When I was 28 years old, I purchased my first home in Cheyenne, Wyoming. The home was tiny, 900 square feet on the main floor, 2 bedrooms, one bath with a one-bedroom, one bathroom, basement apartment complete with outside entrance of about 600 square feet. The purchase price was $27,000, a princely sum at the time for such a tiny piece of real estate. The big draw for me was the basement apartment. I had an executive job which required a lot of travel. I knew I could rent the apartment to airmen at Warren Air force Base. The house was only a couple blocks from the base. In fact over the years I owned Baby Blue, I only rented to two different young men. They obviously liked it and stayed for long periods of time. I never advertised to rent the apartment. I simply called the base and asked them to post a notice. The military personnel are great to rent to. If you have any problems with payment or destruction, you can simply follow-up with the base Commander. I never had any of these issues. Instead, I had a steady roommate, I never saw except to say, “Hello!” The agreement was that the renter would help with snow removal and lawn mowing for reduced rent.

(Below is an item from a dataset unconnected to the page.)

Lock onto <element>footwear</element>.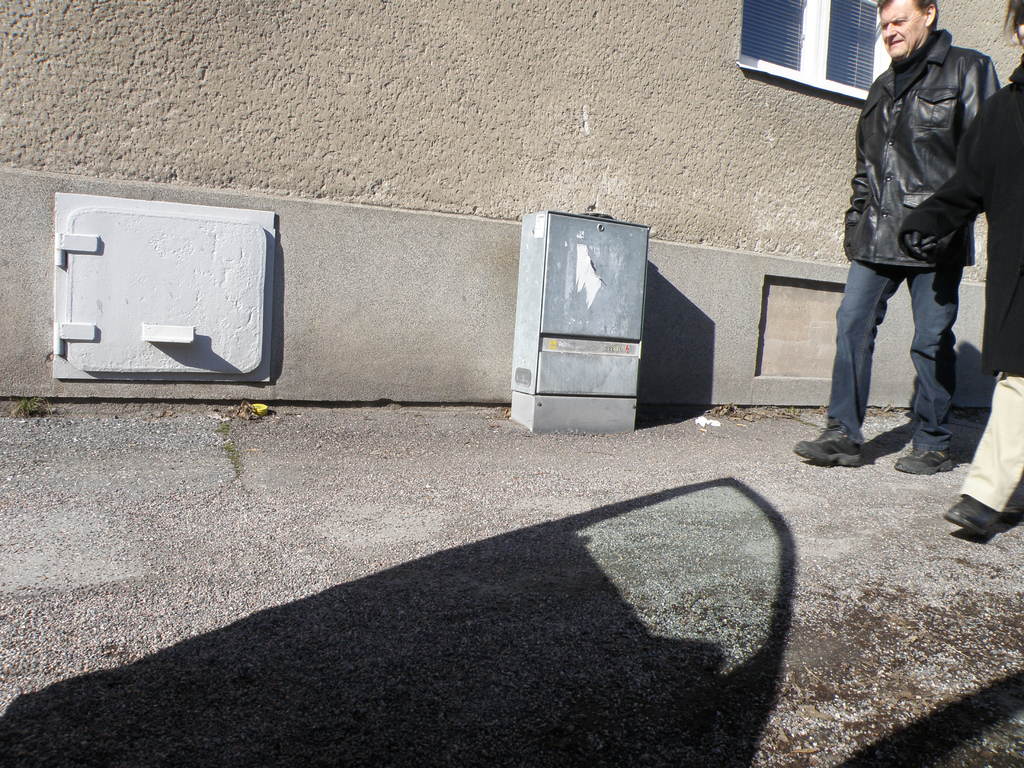
Locked: locate(796, 420, 860, 465).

I bought Baby Blue without consulting anyone. My boyfriend at the time broke up with me because he felt it didn’t show that I had a long term commitment to our relationship. My mother spent time explaining to me how difficult housing could be to sell and it could mean I was rooted to Cheyenne and/or singlehood forever. My boyfriend was probably right about my lack of commitment and mother was dead wrong. I think my mother’s real problem was that single women didn’t own homes of their own at that time. I purchased the house because my accountant had suggested it for tax reasons but more importantly I wanted pets. Identifying rentals that allowed pets was extremely difficult. I had a cat. As soon as I had my own place with a fenced yard, I got my first sheltie, Ginger Rogers.

When I bought the house, the outside was yellow and brown. The interior was carpeted in a magenta shag rug. There was flocked wall paper in the main bedroom that proved extremely difficult to remove with plaster beneath. Because the house was small, major changes were relatively inexpensive. I could do some of the work myself or beg others to do it for me. The first thing I did was paint the outside blue with white trim and added black shutters. The color and shutters remain to this day so that choice was obviously a good one. I’m sure it has been repainted many times in the 40 years since I first acquired Baby Blue.

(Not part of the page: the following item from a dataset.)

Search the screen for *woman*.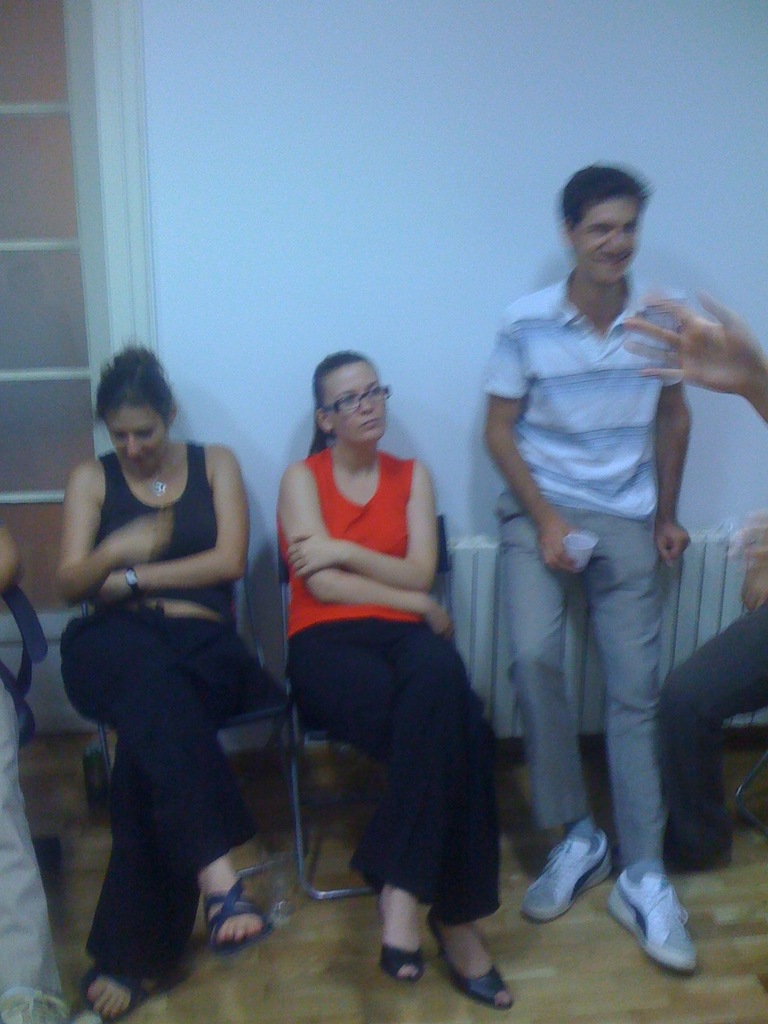
Found at box(272, 345, 510, 984).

I pulled out the shag carpet and reinstalled it in the basement apartment bedroom. I was lucky to discover beautiful hardwood floors throughout the upstairs. I talked my brother-in-law and a friend of his into installing a fancy European wood stove which remains to this day. I stripped all the wall-paper myself and did all the painting. I remember my mother came over one day only to discover me sitting on my bedroom floor, covered with plaster, glue in my hair, crying because the yellow I had picked out for the room was a horrible mustard shade instead of a bright sunshine yellow. My mom said, “Julie, it’s only paint. You can do it again.” Of course she was right. I learned a major lesson for all the future paint jobs I would do. Test small cans of paint first.
The kitchen was laid out strangely. One winter day when I was snowed in with a beau, he took a chain saw to the lower cabinets to make room for a rolling dishwasher. While the remodeling approach was impetuous and terrifying the end result was not too bad. It did, however, lead to another break-up. The next boyfriend helped me repaint the wood cabinets yellow and white and put on decorative wood molding and new hardware. Steadily moving through boyfriends, the final boyfriend helped me lay new flooring in the basement for the basement apartment. That boyfriend was a keeper. I’ve been married to him for 27 years. But then that is another rather long story. My husband and I dated for 10 years from when we met until we married.

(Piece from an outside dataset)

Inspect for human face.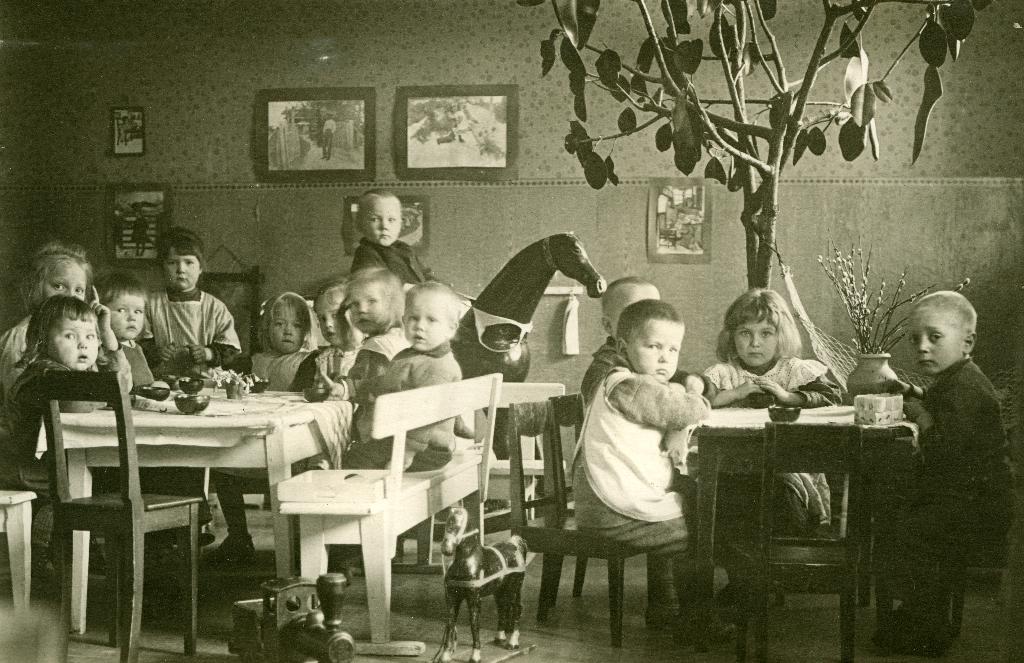
Inspection: (164,252,198,288).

I sold the house for about $40,000 (The County Assessor appraises it today at about $130,000). Obviously, I made a good return on my investment. I moved to another house in Cheyenne by myself. My next house was in a better neighborhood, all brick, larger, with an attached two car garage and a basement apartment. But I never loved it as much as Baby Blue.
I will always have fond memories of Baby Blue. Home ownership allowed me to assert my independence as a professional woman, provided a financial base from which to start investing since owning the home with a rental was cheaper than paying rent, allowed me to have pets who significantly improved my life and in the end allowed me to move up to the next home— following the American dream.
My husband and I talk about downsizing now. Our home is about 3200 square feet and worth a King’s ransom. If we ever downsize, it won’t be to get money out of the house because smaller houses closer to town in Boise are going for more than our house. Downsizing would be about the convenience of living small in walkable communities. Small homes are easier to maintain and not being in the suburbs appeals to my small town upbringing. For now, we are staying put until my daughter graduates from high school and my son finds a job (hopefully my son’s job hunt is successful before my daughter graduates next year).
I feel like I have one more adventure in me. I watch International House Hunters and fantasize about living in a tiny apartment with a balcony on the coast of Spain. Sometimes, I dream of buying an adobe house with land for a tiny horse in Sante Fe. For now Ashtree Way, folds its arms around all of us whenever we walk in the door. I have the same sense of being home as I did when I would walk into “Baby Blue.” Home truly is where your heart is.